As Mayor Bill de Blasio’s vaccine mandate for Department of Education workers goes into full effect, New York City officials reported Monday that 95% of all full-time DOE employees have received at least one dose of a COVID-19 vaccine.
Throughout the summer, Mayor de Blasio pushed for students and staff to get vaccinated ahead of his planned full return to classrooms in the fall eventually issuing a vaccination mandate for all roughly 150,000 DOE workers in late August.
The mandate was originally scheduled to go into effect on Monday, Sept. 27 at midnight but a federal judge temporarily blocked officials from enforcing the order. A three-personal federal panel lifted the temporary injunction allowing the mandate to be implemented late that same day. In response, de Blasio gave unvaccinated DOE employees until 5 p.m. last Friday.
As of Monday morning, 96% of public teachers and 99% of public school principals have gotten at least one dose of a COVID-19 vaccine, according to de Blasio. Since the mandate’s announcement on Aug. 23, over 43,000 doses of COVID-19 vaccines have been administered to DOE workers.

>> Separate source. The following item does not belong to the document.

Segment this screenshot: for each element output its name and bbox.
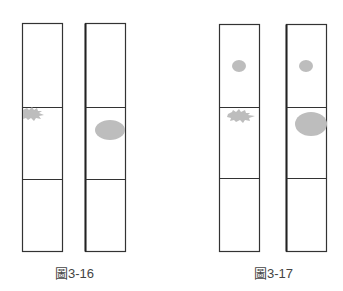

“As of today all the employees in our 1,600 schools are vaccinated and that is unprecedented,” said de Blasio. “And that’s on top of all other layers of protection, all health and safety measures that make up that gold standard that we put in place last year that we continue to deepen this year.”
The mandate’s deadline pushed thousands of DOE staffers to get vaccinated against the virus. Just over the weekend ahead of the Sept. 27 deadline, 7,000 shots were administered to DOE employees.

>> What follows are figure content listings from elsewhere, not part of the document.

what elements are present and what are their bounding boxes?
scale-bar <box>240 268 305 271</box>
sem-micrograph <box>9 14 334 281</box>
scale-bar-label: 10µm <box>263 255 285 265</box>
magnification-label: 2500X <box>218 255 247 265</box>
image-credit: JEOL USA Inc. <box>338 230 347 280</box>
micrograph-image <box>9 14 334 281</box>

Under the mandate, all school-based staff that did not get vaccinated and submit their proof of vaccination by last Friday have been placed on unpaid leave. De Blasio was unable to provide an exact number of how many teachers have been placed when asked by reporters Monday morning.

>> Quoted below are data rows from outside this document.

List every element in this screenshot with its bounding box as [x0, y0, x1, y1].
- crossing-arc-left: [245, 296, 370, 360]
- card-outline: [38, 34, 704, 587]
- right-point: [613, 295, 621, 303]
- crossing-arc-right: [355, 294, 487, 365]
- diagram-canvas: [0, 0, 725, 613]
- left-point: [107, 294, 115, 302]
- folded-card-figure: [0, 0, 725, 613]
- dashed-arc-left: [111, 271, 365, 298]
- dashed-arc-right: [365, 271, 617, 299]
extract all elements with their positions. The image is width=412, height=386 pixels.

Just under 4,000 public school teachers represented by the city’s teachers’ union, the United Federation of Teachers, have yet to be vaccinated and that 1,000 have been given a vaccination exemption based on medical or religious grounds although 3,000 applied, according to UFT President Michael Mulgrew. The DOE has yet to specify how many staffers have received a vaccination exemption for medical reasons versus religious beliefs.
Prior to the mandate deadline, some school staff and union leaders expressed concern the order would cause staffing shortages. On Monday, Schools Chancellor Meisha Ross Porter said that staffing shortages have and will be addressed with the City’s thousands of vaccinated substitute teachers or by other school staff. New York City has about 9,000 vaccinated substitute teachers and 5,000 vaccinated substitute paraprofessionals on hand.
The chancellor commented on the city’s status of substitute teachers after a reporter brought up staffing shortages at New Dorp High School on Staten Island, which serves about 3,000 students, during the mayor´s morning press conference. On Monday, about 20 unvaccinated teachers were unable to instruct their students due to the mandate.
“Twenty staffers in a school of that size while not insignificant was fully covered by the work of the superintendent, by the work of the central staff and by subs,” said Porter.